[Legal-general] Who would start using an OSM PD repository?
TimSC
mapping at sheerman-chase.org.uk
Wed Jul 21 09:37:10 BST 2010
Hi Landor,
I was thinking about how to maintain the central data for a PD dataset.
I think there is interest in PD within OSM but it has clearly not
translated into a PD branch (or fork). I am still struggling to
understand that failure, to avoid making the same mistakes.
On 20/07/10 17:40, Sunburned Surveyor wrote:
> I'm curious about how much and how serious the interest is in a public
> domain repository for data that would be pushed upstream to the
> regular OSM database.
>
If I understand you, you plan to download an OSM from from a file
repository (such as git or svn), edit it locally, and load back to the
repository.
Advantages of a repository:
Relatively simple to administrator and host
Large overall size is easily supported
Relatively simple to upload into the main SA dataset
Disadvantages:
No usernames, OSM usernames only get added to the data after uploading
and downloading from the main server AFAIK
No history of changes
Edges of tiles are difficult to handle
For densely mapped areas, an extreme number of separate files are needed
(local data editors cannot load entire cities)
No potlatch
Not easy to use, the main server is difficult enough. Finding the
correct file would be confusing, every country having a different
structure? yikes.
If multiple users make changes to the same area (accidentally), merging
the data might be difficult
Another approach is to use the existing software stack - known as "the
rails port" and written in ruby (on rails). I have this working on my
ubuntu desktop and it was relatively(?) easy to install. But I don't
know the ruby language (yet).
Advantages:
Accessing the data is relatively simple
Full edit history, user messaging system and sign up page
Potlatch should work, along with all other OSM tools
Disadvantages:
Difficult to administer, linux knowledge is uncommon, ruby knowledge is
rare. Who would do backups? Planet dumps? Bug fixes?
The rails port would need to be adapted for PD use, to remove duplicated
stuff from the main OSM page
OSM/PD usernames would probably be separate from OSM usernames (unless
some complex jiggery pokery was added)
Hosting the rails port requires more specialist hosting (repositories
are common, the rails port is a rare breed).
Uploading data to the main SA dataset might be tricky - node IDs would
differ between the PD and SA datasets. This might be rejected as a conflict.
Or a third approach is to implement a new server stack. This would not
be a good idea, unless the other options are completely unworkable. The
API for the main dataset periodically changes and we would need to keep
in step to use OSM tools. It would also duplicate effort.
If anyone can think of other pros and cons, I would be interested.
Conclusions: we don't need to choose right away. We can do one, then
transition to another option. The rails port seems to me the way to go,
eventually. If you have hosting with the USGS, it would do as a
temporary solution. I am personally not very interested in a repository,
until I thought there were PD mappers active in my area. The rails port
would need some adaptation to make it usable. Hosting the database is
another issue, as repository or on the rails port. What is OSMF's view
on this? Also, given the relicensing may cause an CC-SA-BY fork. What
are they doing in this area? Can our efforts be combined?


| WORK INSTRUCTIONS |
Make an exact copy of the records below, leaving every image out.

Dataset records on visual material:
==================================================

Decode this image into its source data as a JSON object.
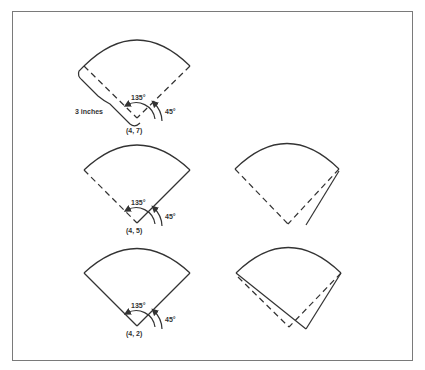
{
  "figure": {
    "type": "geometric diagram",
    "panels": [
      {
        "id": "top-left",
        "apex_label": "(4, 7)",
        "angle_large": "135°",
        "angle_small": "45°",
        "dimension_label": "3 inches",
        "left_edge": "dashed",
        "right_edge": "dashed"
      },
      {
        "id": "middle-left",
        "apex_label": "(4, 5)",
        "angle_large": "135°",
        "angle_small": "45°",
        "left_edge": "dashed",
        "right_edge": "solid"
      },
      {
        "id": "middle-right",
        "left_edge": "dashed",
        "right_edge": "dashed",
        "extra": "solid line offset from right edge"
      },
      {
        "id": "bottom-left",
        "apex_label": "(4, 2)",
        "angle_large": "135°",
        "angle_small": "45°",
        "left_edge": "solid",
        "right_edge": "solid"
      },
      {
        "id": "bottom-right",
        "left_edge": "dashed + solid",
        "right_edge": "dashed + solid",
        "extra": "two overlapping sector outlines (dashed and solid) with shifted apexes"
      }
    ]
  },
  "labels": {
    "p1_apex": "(4, 7)",
    "p1_a135": "135°",
    "p1_a45": "45°",
    "p1_dim": "3 inches",
    "p2_apex": "(4, 5)",
    "p2_a135": "135°",
    "p2_a45": "45°",
    "p4_apex": "(4, 2)",
    "p4_a135": "135°",
    "p4_a45": "45°"
  },
  "colors": {
    "line": "#333333",
    "frame": "#7a7a7a",
    "background": "#ffffff"
  }
}
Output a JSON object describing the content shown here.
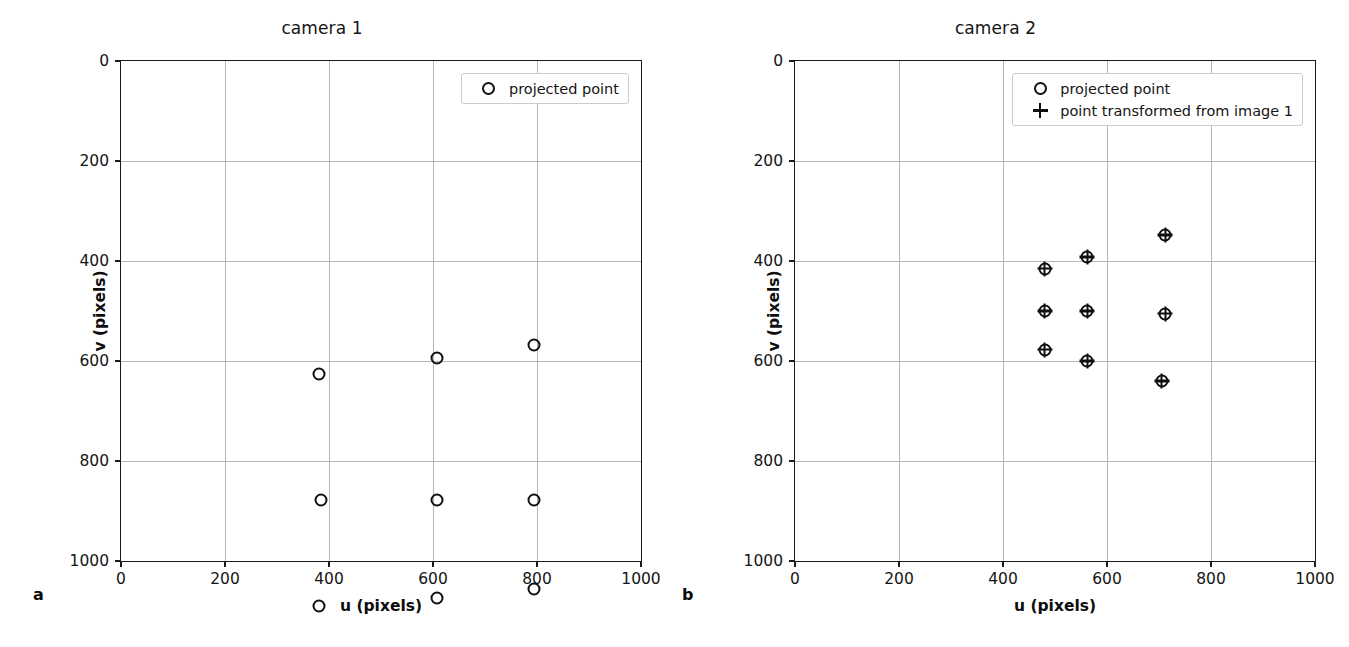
{
  "figure": {
    "panels": [
      {
        "letter": "a",
        "title": "camera 1",
        "xlabel": "u (pixels)",
        "ylabel": "v (pixels)"
      },
      {
        "letter": "b",
        "title": "camera 2",
        "xlabel": "u (pixels)",
        "ylabel": "v (pixels)"
      }
    ],
    "legend": {
      "projected_point": "projected point",
      "transformed_point": "point transformed from image 1",
      "marker_circle": "circle-marker-icon",
      "marker_plus": "plus-marker-icon"
    },
    "ticks": {
      "x": [
        "0",
        "200",
        "400",
        "600",
        "800",
        "1000"
      ],
      "y": [
        "0",
        "200",
        "400",
        "600",
        "800",
        "1000"
      ]
    }
  },
  "chart_data": [
    {
      "type": "scatter",
      "title": "camera 1",
      "panel": "a",
      "xlabel": "u (pixels)",
      "ylabel": "v (pixels)",
      "xlim": [
        0,
        1000
      ],
      "ylim": [
        1000,
        0
      ],
      "y_axis_inverted": true,
      "grid": true,
      "xticks": [
        0,
        200,
        400,
        600,
        800,
        1000
      ],
      "yticks": [
        0,
        200,
        400,
        600,
        800,
        1000
      ],
      "legend_position": "upper right",
      "series": [
        {
          "name": "projected point",
          "marker": "o",
          "points": [
            [
              381,
              625
            ],
            [
              608,
              593
            ],
            [
              795,
              567
            ],
            [
              384,
              877
            ],
            [
              608,
              877
            ],
            [
              795,
              877
            ],
            [
              381,
              1090
            ],
            [
              608,
              1073
            ],
            [
              795,
              1056
            ]
          ]
        }
      ]
    },
    {
      "type": "scatter",
      "title": "camera 2",
      "panel": "b",
      "xlabel": "u (pixels)",
      "ylabel": "v (pixels)",
      "xlim": [
        0,
        1000
      ],
      "ylim": [
        1000,
        0
      ],
      "y_axis_inverted": true,
      "grid": true,
      "xticks": [
        0,
        200,
        400,
        600,
        800,
        1000
      ],
      "yticks": [
        0,
        200,
        400,
        600,
        800,
        1000
      ],
      "legend_position": "upper right",
      "series": [
        {
          "name": "projected point",
          "marker": "o",
          "points": [
            [
              480,
              415
            ],
            [
              562,
              392
            ],
            [
              712,
              348
            ],
            [
              480,
              500
            ],
            [
              562,
              500
            ],
            [
              712,
              505
            ],
            [
              480,
              577
            ],
            [
              562,
              600
            ],
            [
              705,
              640
            ]
          ]
        },
        {
          "name": "point transformed from image 1",
          "marker": "+",
          "points": [
            [
              480,
              415
            ],
            [
              562,
              392
            ],
            [
              712,
              348
            ],
            [
              480,
              500
            ],
            [
              562,
              500
            ],
            [
              712,
              505
            ],
            [
              480,
              577
            ],
            [
              562,
              600
            ],
            [
              705,
              640
            ]
          ]
        }
      ]
    }
  ]
}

==================================================

| FINISHED TASK |
Decode this image into its source data as a JSON object.
{
  "figure": {
    "type": "geometric diagram",
    "panels": [
      {
        "id": "top-left",
        "apex_label": "(4, 7)",
        "angle_large": "135°",
        "angle_small": "45°",
        "dimension_label": "3 inches",
        "left_edge": "dashed",
        "right_edge": "dashed"
      },
      {
        "id": "middle-left",
        "apex_label": "(4, 5)",
        "angle_large": "135°",
        "angle_small": "45°",
        "left_edge": "dashed",
        "right_edge": "solid"
      },
      {
        "id": "middle-right",
        "left_edge": "dashed",
        "right_edge": "dashed",
        "extra": "solid line offset from right edge"
      },
      {
        "id": "bottom-left",
        "apex_label": "(4, 2)",
        "angle_large": "135°",
        "angle_small": "45°",
        "left_edge": "solid",
        "right_edge": "solid"
      },
      {
        "id": "bottom-right",
        "left_edge": "dashed + solid",
        "right_edge": "dashed + solid",
        "extra": "two overlapping sector outlines (dashed and solid) with shifted apexes"
      }
    ]
  },
  "labels": {
    "p1_apex": "(4, 7)",
    "p1_a135": "135°",
    "p1_a45": "45°",
    "p1_dim": "3 inches",
    "p2_apex": "(4, 5)",
    "p2_a135": "135°",
    "p2_a45": "45°",
    "p4_apex": "(4, 2)",
    "p4_a135": "135°",
    "p4_a45": "45°"
  },
  "colors": {
    "line": "#333333",
    "frame": "#7a7a7a",
    "background": "#ffffff"
  }
}
Output a JSON object describing the content shown here.
{
  "figure": {
    "panels": [
      {
        "letter": "a",
        "title": "camera 1",
        "xlabel": "u (pixels)",
        "ylabel": "v (pixels)"
      },
      {
        "letter": "b",
        "title": "camera 2",
        "xlabel": "u (pixels)",
        "ylabel": "v (pixels)"
      }
    ],
    "legend": {
      "projected_point": "projected point",
      "transformed_point": "point transformed from image 1",
      "marker_circle": "circle-marker-icon",
      "marker_plus": "plus-marker-icon"
    },
    "ticks": {
      "x": [
        "0",
        "200",
        "400",
        "600",
        "800",
        "1000"
      ],
      "y": [
        "0",
        "200",
        "400",
        "600",
        "800",
        "1000"
      ]
    }
  },
  "chart_data": [
    {
      "type": "scatter",
      "title": "camera 1",
      "panel": "a",
      "xlabel": "u (pixels)",
      "ylabel": "v (pixels)",
      "xlim": [
        0,
        1000
      ],
      "ylim": [
        1000,
        0
      ],
      "y_axis_inverted": true,
      "grid": true,
      "xticks": [
        0,
        200,
        400,
        600,
        800,
        1000
      ],
      "yticks": [
        0,
        200,
        400,
        600,
        800,
        1000
      ],
      "legend_position": "upper right",
      "series": [
        {
          "name": "projected point",
          "marker": "o",
          "points": [
            [
              381,
              625
            ],
            [
              608,
              593
            ],
            [
              795,
              567
            ],
            [
              384,
              877
            ],
            [
              608,
              877
            ],
            [
              795,
              877
            ],
            [
              381,
              1090
            ],
            [
              608,
              1073
            ],
            [
              795,
              1056
            ]
          ]
        }
      ]
    },
    {
      "type": "scatter",
      "title": "camera 2",
      "panel": "b",
      "xlabel": "u (pixels)",
      "ylabel": "v (pixels)",
      "xlim": [
        0,
        1000
      ],
      "ylim": [
        1000,
        0
      ],
      "y_axis_inverted": true,
      "grid": true,
      "xticks": [
        0,
        200,
        400,
        600,
        800,
        1000
      ],
      "yticks": [
        0,
        200,
        400,
        600,
        800,
        1000
      ],
      "legend_position": "upper right",
      "series": [
        {
          "name": "projected point",
          "marker": "o",
          "points": [
            [
              480,
              415
            ],
            [
              562,
              392
            ],
            [
              712,
              348
            ],
            [
              480,
              500
            ],
            [
              562,
              500
            ],
            [
              712,
              505
            ],
            [
              480,
              577
            ],
            [
              562,
              600
            ],
            [
              705,
              640
            ]
          ]
        },
        {
          "name": "point transformed from image 1",
          "marker": "+",
          "points": [
            [
              480,
              415
            ],
            [
              562,
              392
            ],
            [
              712,
              348
            ],
            [
              480,
              500
            ],
            [
              562,
              500
            ],
            [
              712,
              505
            ],
            [
              480,
              577
            ],
            [
              562,
              600
            ],
            [
              705,
              640
            ]
          ]
        }
      ]
    }
  ]
}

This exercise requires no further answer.